Basically, I see the manuscript as a drum and I’m so looking forward to having someone pick it up and give it a good goddamn bang. I want to see what falls out, but most of all, I want to see how it sounds to someone whose ear I trust.
9 - What is the best piece of advice you've heard (not necessarily given to you directly)?
10 - How easy has it been for you to move between genres (poetry to fiction to critical prose)? What do you see as the appeal?
I haven’t written fiction in a long time but have recently contemplated returning to the half-finished novel I wrote before Anna was born. Realistically, it’ll have to wait until after she’s in school, because I don’t currently have blocks of time in which to immerse myself in it.
I see the reviews as exercizes. The fiction and poetry are wildly different modes of communicating, but at the bottom, they both attempt to convey thinking and feeling, some record of human endeavour.
11 - What kind of writing routine do you tend to keep, or do you even have one?
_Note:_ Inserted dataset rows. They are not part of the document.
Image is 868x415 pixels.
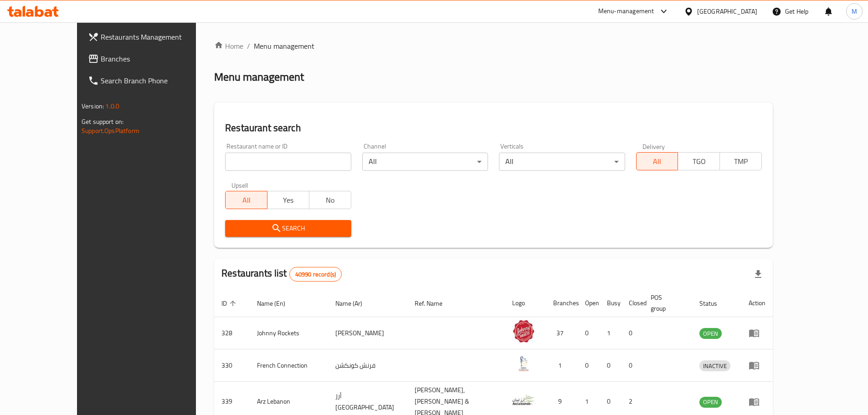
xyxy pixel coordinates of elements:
td: 330 [214,350,250,382]
span: Name (En) [257,298,297,309]
div: Total records count [290,267,342,281]
img: French Connection [512,352,535,375]
td: فرنش كونكشن [328,350,407,382]
span: Search [233,222,343,234]
a: Support.OpsPlatform [81,125,140,137]
span: Get support on: [81,116,124,127]
span: Status [700,298,729,309]
span: M [852,7,857,17]
label: Upsell [231,182,248,188]
span: OPEN [700,329,722,339]
img: Johnny Rockets [512,320,535,342]
span: 40990 record(s) [290,270,341,278]
button: All [637,152,679,170]
div: Menu [749,396,766,407]
td: 0 [600,350,622,382]
div: Export file [747,263,770,285]
button: No [309,191,351,209]
th: Action [741,289,773,317]
span: Search Branch Phone [100,75,215,86]
span: INACTIVE [700,360,730,371]
span: Restaurants Management [100,31,215,42]
input: Search for restaurant name or ID.. [225,153,351,171]
th: Logo [505,289,546,317]
button: TGO [678,152,720,170]
th: Branches [546,289,578,317]
td: 0 [578,317,600,350]
th: Busy [600,289,622,317]
label: Delivery [642,143,666,149]
span: TGO [682,155,717,168]
th: Closed [622,289,644,317]
td: 37 [546,317,578,350]
h2: Restaurants list [221,267,342,281]
td: 328 [214,317,250,350]
span: Yes [271,193,306,206]
div: OPEN [700,328,722,339]
button: Search [225,220,351,237]
div: All [499,153,625,171]
span: Branches [100,53,215,64]
span: ID [221,298,239,309]
button: All [225,191,268,209]
span: All [229,193,264,206]
td: 1 [600,317,622,350]
span: Menu management [254,41,314,52]
td: 1 [546,350,578,382]
td: French Connection [250,350,328,382]
span: POS group [651,292,682,314]
div: Menu-management [599,6,655,17]
td: Johnny Rockets [250,317,328,350]
div: All [362,153,488,171]
li: / [247,41,250,52]
td: 0 [622,350,644,382]
span: All [640,155,675,168]
td: 0 [622,317,644,350]
div: OPEN [700,397,722,408]
div: [GEOGRAPHIC_DATA] [698,7,757,17]
span: OPEN [700,397,722,407]
nav: breadcrumb [214,41,773,52]
a: Home [214,41,244,52]
div: Menu [749,327,766,338]
th: Open [578,289,600,317]
span: TMP [724,155,758,168]
a: Restaurants Management [81,26,222,48]
td: [PERSON_NAME] [328,317,407,350]
span: Ref. Name [415,298,455,309]
h2: Menu management [214,70,304,84]
h2: Restaurant search [225,121,763,134]
img: Arz Lebanon [512,388,535,411]
button: Yes [267,191,309,209]
span: Name (Ar) [335,298,374,309]
span: 1.0.0 [105,100,119,112]
span: No [313,193,348,206]
td: 0 [578,350,600,382]
div: Menu [749,360,766,371]
span: Version: [81,100,104,112]
button: TMP [720,152,763,170]
a: Branches [81,48,222,70]
a: Search Branch Phone [81,70,222,92]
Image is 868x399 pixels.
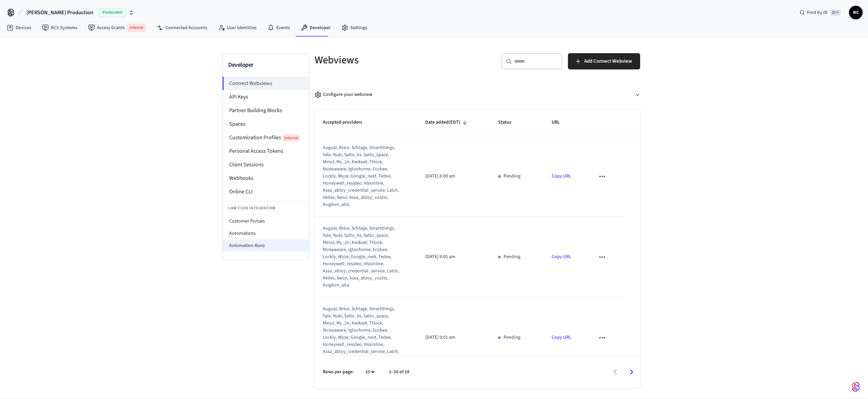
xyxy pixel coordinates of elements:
[2,21,37,34] a: Devices
[283,135,300,141] span: Internal
[362,367,378,377] div: 10
[498,117,520,128] span: Status
[568,53,640,70] button: Add Connect Webview
[852,382,860,392] img: SeamLogoGradient.69752ec5.svg
[624,365,639,380] button: Go to next page
[794,7,847,19] div: Find by ID⌘ K
[323,305,400,369] div: august, brivo, schlage, smartthings, yale, nuki, salto_ks, salto_space, minut, my_2n, kwikset, tt...
[223,172,309,185] li: Webhooks
[552,172,571,180] a: Copy URL
[229,60,303,70] h3: Developer
[223,144,309,158] li: Personal Access Tokens
[425,254,482,260] p: [DATE] 9:05 am
[223,158,309,172] li: Client Sessions
[504,254,520,260] p: Pending
[849,6,863,20] button: RC
[223,117,309,131] li: Spaces
[223,131,309,144] li: Customization Profiles
[315,85,640,103] button: Configure your webview
[315,53,473,67] h5: Webviews
[223,76,309,90] li: Connect Webviews
[223,185,309,199] li: Online CLI
[127,24,145,32] span: Internal
[223,240,309,252] li: Automation Runs
[425,117,469,128] span: Date added(EDT)
[323,369,353,376] p: Rows per page:
[223,90,309,103] li: API Keys
[850,7,862,19] span: RC
[83,21,151,34] a: Access GrantsInternal
[425,172,482,180] p: [DATE] 8:09 am
[323,144,400,209] div: august, brivo, schlage, smartthings, yale, nuki, salto_ks, salto_space, minut, my_2n, kwikset, tt...
[336,21,372,34] a: Settings
[223,103,309,117] li: Partner Building Blocks
[262,21,295,34] a: Events
[323,117,371,128] span: Accepted providers
[389,369,409,376] p: 1–10 of 19
[223,215,309,227] li: Customer Portals
[584,57,632,66] span: Add Connect Webview
[151,21,213,34] a: Connected Accounts
[213,21,262,34] a: User Identities
[504,172,520,180] p: Pending
[807,9,828,16] span: Find by ID
[223,227,309,240] li: Automations
[37,21,83,34] a: ACS Systems
[552,117,569,128] span: URL
[504,334,520,342] p: Pending
[830,9,841,16] span: ⌘ K
[99,8,126,17] span: Production
[26,8,93,16] span: [PERSON_NAME] Production
[315,91,372,99] div: Configure your webview
[552,254,571,260] a: Copy URL
[425,334,482,342] p: [DATE] 9:01 am
[323,225,400,289] div: august, brivo, schlage, smartthings, yale, nuki, salto_ks, salto_space, minut, my_2n, kwikset, tt...
[295,21,336,34] a: Developer
[223,201,309,215] li: Low Code Integration
[552,334,571,341] a: Copy URL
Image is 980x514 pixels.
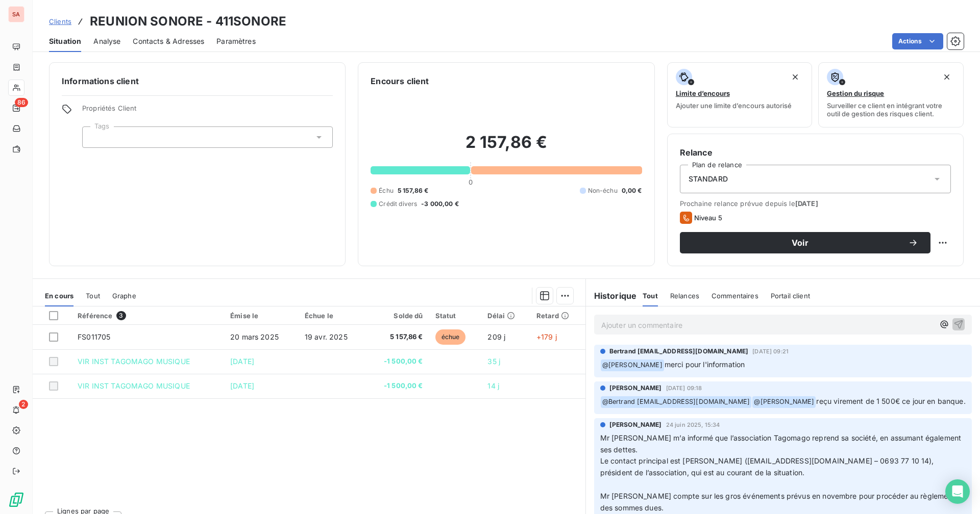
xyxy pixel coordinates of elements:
[90,12,286,31] h3: REUNION SONORE - 411SONORE
[78,333,110,341] span: FS011705
[818,62,964,128] button: Gestion du risqueSurveiller ce client en intégrant votre outil de gestion des risques client.
[945,480,970,504] div: Open Intercom Messenger
[601,360,664,372] span: @ [PERSON_NAME]
[78,311,218,321] div: Référence
[588,186,618,196] span: Non-échu
[712,292,758,300] span: Commentaires
[601,492,957,512] span: Mr [PERSON_NAME] compte sur les gros événements prévus en novembre pour procéder au règlement des...
[8,492,24,508] img: Logo LeanPay
[586,290,637,302] h6: Historique
[488,333,505,341] span: 209 j
[680,200,951,208] span: Prochaine relance prévue depuis le
[49,17,71,26] span: Clients
[94,36,120,46] span: Analyse
[670,292,699,300] span: Relances
[601,397,752,408] span: @ Bertrand [EMAIL_ADDRESS][DOMAIN_NAME]
[827,102,955,118] span: Surveiller ce client en intégrant votre outil de gestion des risques client.
[827,89,885,98] span: Gestion du risque
[8,6,24,23] div: SA
[610,347,749,356] span: Bertrand [EMAIL_ADDRESS][DOMAIN_NAME]
[372,312,423,320] div: Solde dû
[601,457,936,477] span: Le contact principal est [PERSON_NAME] ([EMAIL_ADDRESS][DOMAIN_NAME] – 0693 77 10 14), président ...
[666,422,720,428] span: 24 juin 2025, 15:34
[753,397,816,408] span: @ [PERSON_NAME]
[86,292,100,300] span: Tout
[230,357,254,366] span: [DATE]
[676,102,792,110] span: Ajouter une limite d’encours autorisé
[753,348,789,355] span: [DATE] 09:21
[15,98,28,107] span: 86
[667,62,813,128] button: Limite d’encoursAjouter une limite d’encours autorisé
[217,36,256,46] span: Paramètres
[893,33,944,49] button: Actions
[622,186,642,196] span: 0,00 €
[49,16,71,27] a: Clients
[230,333,279,341] span: 20 mars 2025
[643,292,658,300] span: Tout
[378,186,394,196] span: Échu
[112,292,137,300] span: Graphe
[305,312,360,320] div: Échue le
[372,356,423,367] span: -1 500,00 €
[378,200,417,209] span: Crédit divers
[689,174,728,184] span: STANDARD
[45,292,74,300] span: En cours
[695,214,722,222] span: Niveau 5
[436,312,475,320] div: Statut
[49,36,81,46] span: Situation
[676,89,730,98] span: Limite d’encours
[692,238,908,247] span: Voir
[680,232,931,254] button: Voir
[488,357,501,366] span: 35 j
[665,360,746,369] span: merci pour l'information
[82,104,333,118] span: Propriétés Client
[370,75,429,87] h6: Encours client
[372,381,423,391] span: -1 500,00 €
[666,386,703,391] span: [DATE] 09:18
[372,332,423,343] span: 5 157,86 €
[469,178,473,186] span: 0
[796,200,818,208] span: [DATE]
[488,312,524,320] div: Délai
[91,133,99,142] input: Ajouter une valeur
[230,312,293,320] div: Émise le
[78,357,190,366] span: VIR INST TAGOMAGO MUSIQUE
[601,434,964,454] span: Mr [PERSON_NAME] m’a informé que l’association Tagomago reprend sa société, en assumant également...
[610,384,662,393] span: [PERSON_NAME]
[680,146,951,158] h6: Relance
[398,186,429,196] span: 5 157,86 €
[817,397,965,406] span: reçu virement de 1 500€ ce jour en banque.
[133,36,205,46] span: Contacts & Adresses
[116,311,125,321] span: 3
[78,381,190,390] span: VIR INST TAGOMAGO MUSIQUE
[610,420,662,430] span: [PERSON_NAME]
[537,312,580,320] div: Retard
[488,381,500,390] span: 14 j
[537,333,557,341] span: +179 j
[305,333,348,341] span: 19 avr. 2025
[230,381,254,390] span: [DATE]
[370,133,642,162] h2: 2 157,86 €
[436,330,466,345] span: échue
[421,200,459,209] span: -3 000,00 €
[19,400,28,409] span: 2
[61,75,333,87] h6: Informations client
[771,292,810,300] span: Portail client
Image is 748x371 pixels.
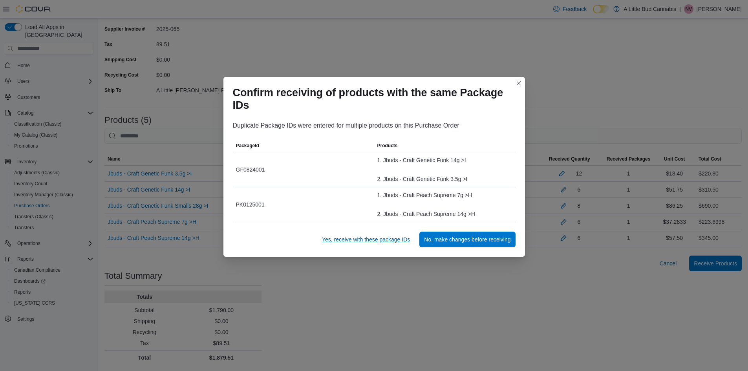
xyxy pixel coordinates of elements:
span: Yes, receive with these package IDs [322,235,410,243]
button: No, make changes before receiving [419,232,515,247]
div: Duplicate Package IDs were entered for multiple products on this Purchase Order [233,121,515,130]
div: 2. Jbuds - Craft Genetic Funk 3.5g >I [377,174,512,184]
div: 1. Jbuds - Craft Genetic Funk 14g >I [377,155,512,165]
button: Yes, receive with these package IDs [319,232,413,247]
button: Closes this modal window [514,78,523,88]
div: 1. Jbuds - Craft Peach Supreme 7g >H [377,190,512,200]
span: PackageId [236,142,259,149]
div: 2. Jbuds - Craft Peach Supreme 14g >H [377,209,512,219]
h1: Confirm receiving of products with the same Package IDs [233,86,509,111]
span: Products [377,142,398,149]
span: No, make changes before receiving [424,235,510,243]
span: GF0824001 [236,165,265,174]
span: PK0125001 [236,200,265,209]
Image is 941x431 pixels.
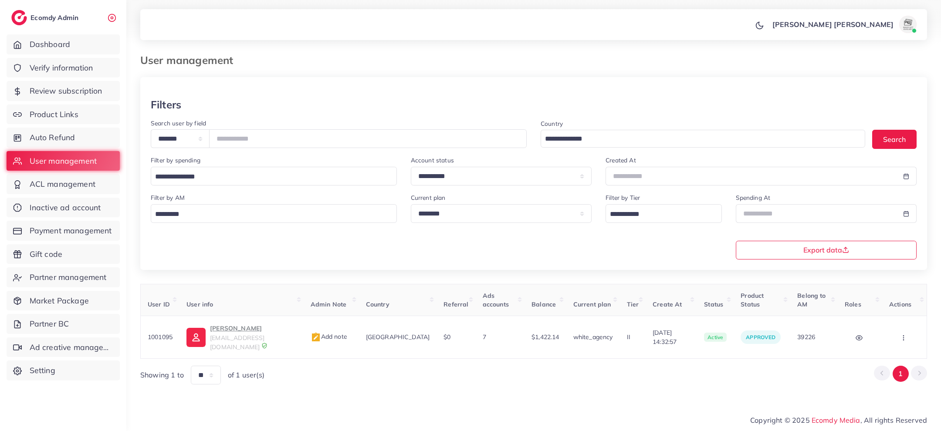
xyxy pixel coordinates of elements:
div: Search for option [151,204,397,223]
a: Partner management [7,267,120,287]
span: Payment management [30,225,112,236]
a: Ad creative management [7,337,120,358]
span: Product Links [30,109,78,120]
div: Search for option [540,130,865,148]
a: Product Links [7,105,120,125]
a: Auto Refund [7,128,120,148]
a: Payment management [7,221,120,241]
span: Setting [30,365,55,376]
ul: Pagination [874,366,927,382]
input: Search for option [152,170,385,184]
a: Market Package [7,291,120,311]
img: logo [11,10,27,25]
img: avatar [899,16,916,33]
button: Go to page 1 [892,366,908,382]
a: Verify information [7,58,120,78]
a: Partner BC [7,314,120,334]
span: Market Package [30,295,89,307]
a: Setting [7,361,120,381]
p: [PERSON_NAME] [PERSON_NAME] [772,19,893,30]
a: [PERSON_NAME] [PERSON_NAME]avatar [767,16,920,33]
div: Search for option [151,167,397,186]
a: Review subscription [7,81,120,101]
input: Search for option [152,208,385,221]
span: Ad creative management [30,342,113,353]
input: Search for option [607,208,710,221]
span: Verify information [30,62,93,74]
a: Dashboard [7,34,120,54]
span: ACL management [30,179,95,190]
span: Review subscription [30,85,102,97]
a: User management [7,151,120,171]
span: Partner management [30,272,107,283]
span: Partner BC [30,318,69,330]
input: Search for option [542,132,854,146]
h2: Ecomdy Admin [30,13,81,22]
span: Auto Refund [30,132,75,143]
a: Inactive ad account [7,198,120,218]
div: Search for option [605,204,721,223]
a: ACL management [7,174,120,194]
span: Gift code [30,249,62,260]
span: Dashboard [30,39,70,50]
span: Inactive ad account [30,202,101,213]
a: logoEcomdy Admin [11,10,81,25]
a: Gift code [7,244,120,264]
span: User management [30,155,97,167]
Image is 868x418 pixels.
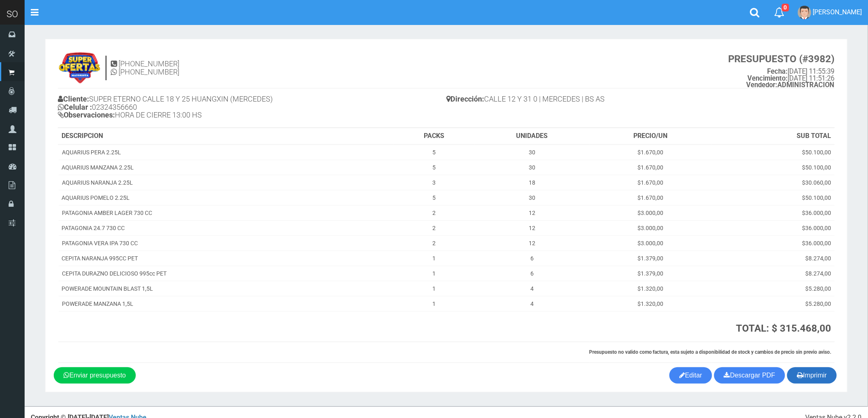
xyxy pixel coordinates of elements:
[58,145,393,160] td: AQUARIUS PERA 2.25L
[58,191,393,206] td: AQUARIUS POMELO 2.25L
[787,367,836,384] button: Imprimir
[813,8,862,16] span: [PERSON_NAME]
[58,266,393,281] td: CEPITA DURAZNO DELICIOSO 995cc PET
[393,128,474,145] th: PACKS
[712,175,835,191] td: $30.060,00
[475,281,589,297] td: 4
[58,236,393,251] td: PATAGONIA VERA IPA 730 CC
[393,175,474,191] td: 3
[70,372,126,379] span: Enviar presupuesto
[589,236,711,251] td: $3.000,00
[475,191,589,206] td: 30
[767,68,788,75] strong: Fecha:
[712,206,835,221] td: $36.000,00
[589,206,711,221] td: $3.000,00
[58,52,101,84] img: 9k=
[58,93,446,123] h4: SUPER ETERNO CALLE 18 Y 25 HUANGXIN (MERCEDES) 02324356660 HORA DE CIERRE 13:00 HS
[446,95,484,103] b: Dirección:
[589,128,711,145] th: PRECIO/UN
[393,251,474,266] td: 1
[475,297,589,312] td: 4
[58,297,393,312] td: POWERADE MANZANA 1,5L
[712,297,835,312] td: $5.280,00
[798,6,811,20] img: User Image
[393,206,474,221] td: 2
[782,3,789,11] span: 0
[393,281,474,297] td: 1
[58,95,89,103] b: Cliente:
[58,251,393,266] td: CEPITA NARANJA 995CC PET
[589,297,711,312] td: $1.320,00
[746,81,835,89] b: ADMINISTRACION
[393,221,474,236] td: 2
[748,75,788,82] strong: Vencimiento:
[728,53,835,89] small: [DATE] 11:55:39 [DATE] 11:51:26
[393,191,474,206] td: 5
[589,191,711,206] td: $1.670,00
[58,128,393,145] th: DESCRIPCION
[712,128,835,145] th: SUB TOTAL
[589,251,711,266] td: $1.379,00
[53,367,136,384] a: Enviar presupuesto
[393,160,474,175] td: 5
[58,160,393,175] td: AQUARIUS MANZANA 2.25L
[58,111,115,119] b: Observaciones:
[58,103,92,111] b: Celular :
[475,128,589,145] th: UNIDADES
[589,350,831,355] strong: Presupuesto no valido como factura, esta sujeto a disponibilidad de stock y cambios de precio sin...
[475,206,589,221] td: 12
[475,160,589,175] td: 30
[589,281,711,297] td: $1.320,00
[712,191,835,206] td: $50.100,00
[589,266,711,281] td: $1.379,00
[589,221,711,236] td: $3.000,00
[111,60,179,76] h4: [PHONE_NUMBER] [PHONE_NUMBER]
[393,145,474,160] td: 5
[475,175,589,191] td: 18
[712,251,835,266] td: $8.274,00
[58,175,393,191] td: AQUARIUS NARANJA 2.25L
[712,160,835,175] td: $50.100,00
[475,266,589,281] td: 6
[58,281,393,297] td: POWERADE MOUNTAIN BLAST 1,5L
[446,93,835,107] h4: CALLE 12 Y 31 0 | MERCEDES | BS AS
[712,145,835,160] td: $50.100,00
[728,53,835,65] strong: PRESUPUESTO (#3982)
[58,221,393,236] td: PATAGONIA 24.7 730 CC
[712,266,835,281] td: $8.274,00
[589,175,711,191] td: $1.670,00
[589,145,711,160] td: $1.670,00
[712,281,835,297] td: $5.280,00
[475,145,589,160] td: 30
[712,221,835,236] td: $36.000,00
[393,297,474,312] td: 1
[475,236,589,251] td: 12
[475,251,589,266] td: 6
[669,367,712,384] a: Editar
[746,81,778,89] strong: Vendedor:
[589,160,711,175] td: $1.670,00
[736,323,831,334] strong: TOTAL: $ 315.468,00
[475,221,589,236] td: 12
[714,367,785,384] a: Descargar PDF
[58,206,393,221] td: PATAGONIA AMBER LAGER 730 CC
[712,236,835,251] td: $36.000,00
[393,236,474,251] td: 2
[393,266,474,281] td: 1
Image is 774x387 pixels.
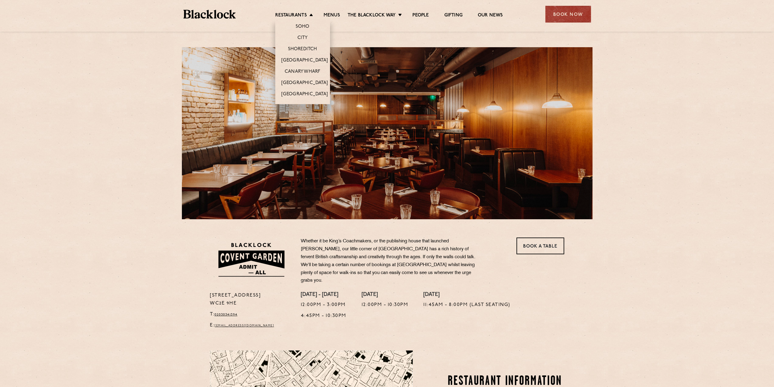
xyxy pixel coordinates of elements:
[297,35,308,42] a: City
[275,12,307,19] a: Restaurants
[301,237,480,284] p: Whether it be King’s Coachmakers, or the publishing house that launched [PERSON_NAME], our little...
[412,12,429,19] a: People
[296,24,310,30] a: Soho
[215,324,274,327] a: [EMAIL_ADDRESS][DOMAIN_NAME]
[545,6,591,23] div: Book Now
[285,69,320,75] a: Canary Wharf
[210,310,292,318] p: T:
[281,91,328,98] a: [GEOGRAPHIC_DATA]
[301,301,346,309] p: 12:00pm - 3:00pm
[301,291,346,298] h4: [DATE] - [DATE]
[301,312,346,320] p: 4:45pm - 10:30pm
[362,301,409,309] p: 12:00pm - 10:30pm
[210,237,292,281] img: BLA_1470_CoventGarden_Website_Solid.svg
[517,237,564,254] a: Book a Table
[183,10,236,19] img: BL_Textured_Logo-footer-cropped.svg
[281,57,328,64] a: [GEOGRAPHIC_DATA]
[444,12,462,19] a: Gifting
[214,312,238,316] a: 02030341394
[281,80,328,87] a: [GEOGRAPHIC_DATA]
[210,291,292,307] p: [STREET_ADDRESS] WC2E 9HE
[348,12,396,19] a: The Blacklock Way
[324,12,340,19] a: Menus
[478,12,503,19] a: Our News
[288,46,317,53] a: Shoreditch
[423,291,510,298] h4: [DATE]
[423,301,510,309] p: 11:45am - 8:00pm (Last Seating)
[210,321,292,329] p: E:
[362,291,409,298] h4: [DATE]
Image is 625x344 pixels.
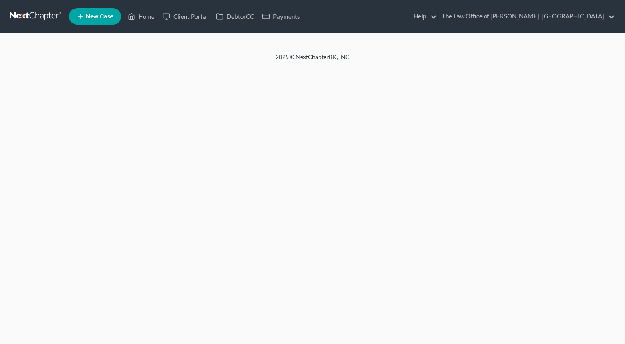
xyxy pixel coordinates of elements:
a: Client Portal [159,9,212,24]
a: DebtorCC [212,9,258,24]
a: Home [124,9,159,24]
a: Help [410,9,437,24]
new-legal-case-button: New Case [69,8,121,25]
a: Payments [258,9,304,24]
div: 2025 © NextChapterBK, INC [78,53,547,68]
a: The Law Office of [PERSON_NAME], [GEOGRAPHIC_DATA] [438,9,615,24]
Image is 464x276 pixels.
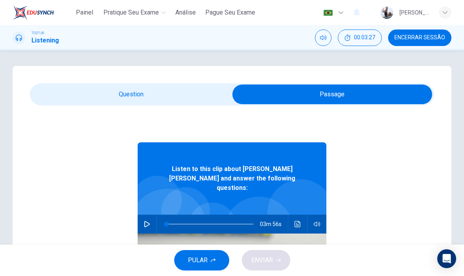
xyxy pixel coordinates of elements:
span: TOEFL® [31,30,44,36]
img: Profile picture [381,6,393,19]
button: 00:03:27 [338,29,382,46]
span: 00:03:27 [354,35,375,41]
button: Análise [172,6,199,20]
button: Painel [72,6,97,20]
div: Silenciar [315,29,331,46]
span: Encerrar Sessão [394,35,445,41]
div: Open Intercom Messenger [437,249,456,268]
span: Pague Seu Exame [205,8,255,17]
button: Clique para ver a transcrição do áudio [291,215,304,234]
button: Pague Seu Exame [202,6,258,20]
h1: Listening [31,36,59,45]
div: Esconder [338,29,382,46]
img: pt [323,10,333,16]
span: Pratique seu exame [103,8,159,17]
button: PULAR [174,250,229,270]
span: Análise [175,8,196,17]
span: PULAR [188,255,208,266]
img: EduSynch logo [13,5,54,20]
a: EduSynch logo [13,5,72,20]
span: Listen to this clip about [PERSON_NAME] [PERSON_NAME] and answer the following questions: [163,164,301,193]
button: Pratique seu exame [100,6,169,20]
div: [PERSON_NAME] [399,8,429,17]
span: 03m 56s [260,215,288,234]
span: Painel [76,8,93,17]
button: Encerrar Sessão [388,29,451,46]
How does a typical day (for you) begin?
12 - When your writing gets stalled, where do you turn or return for (for lack of a better word) inspiration?
13 - What fairy tale character do you resonate with most?
14 - David W. McFadden once said that books come from books, but are there any other forms that influence your work, whether nature, music, science or visual art?
15 - What other writers or writings are important for your work, or simply your life outside of your work?
In terms of writings, I’ve been reading quite a bit of what Tanis MacDonald recently dubbed historiographic metafiction of late: Jeanette Lynes’ It's Hard Being Queen: The Dusty Springfield Poems, Rob Winger's Muybridge's Horse, and Steven Price's Anatomy of Keys. Next up is Linda Frank’s Kahlo: The World Split Open.
16 - What would you like to do that you haven't yet done?
17 - If you could pick any other occupation to attempt, what would it be? Or, alternately, what do you think you would have ended up doing had you not been a writer?
It strikes me, at a distance of ten years from that decision, that writing poetry and writing journalism and being a scientist are all about having a good long look at the underpinnings of things, so maybe I’m still on plan.
18 - What made you write, as opposed to doing something else?
19 - What was the last great book you read? What was the last great film?
I also found the last couple of writer/mother anthologies – specifically, Double Lives: Writing and Motherhood (MQUP, 2008) and Great Expectations: Twenty-Four True Stories about Childbirth (Anansi, 2008) – quite useful.
I’m blanking on my last great film. Blankety-blank.
20 - What are you currently working on?
I’m also thinking of putting together an anthology of work generated for/through the May Day Poetry Project, an on-line writing space that’s in its fifth year.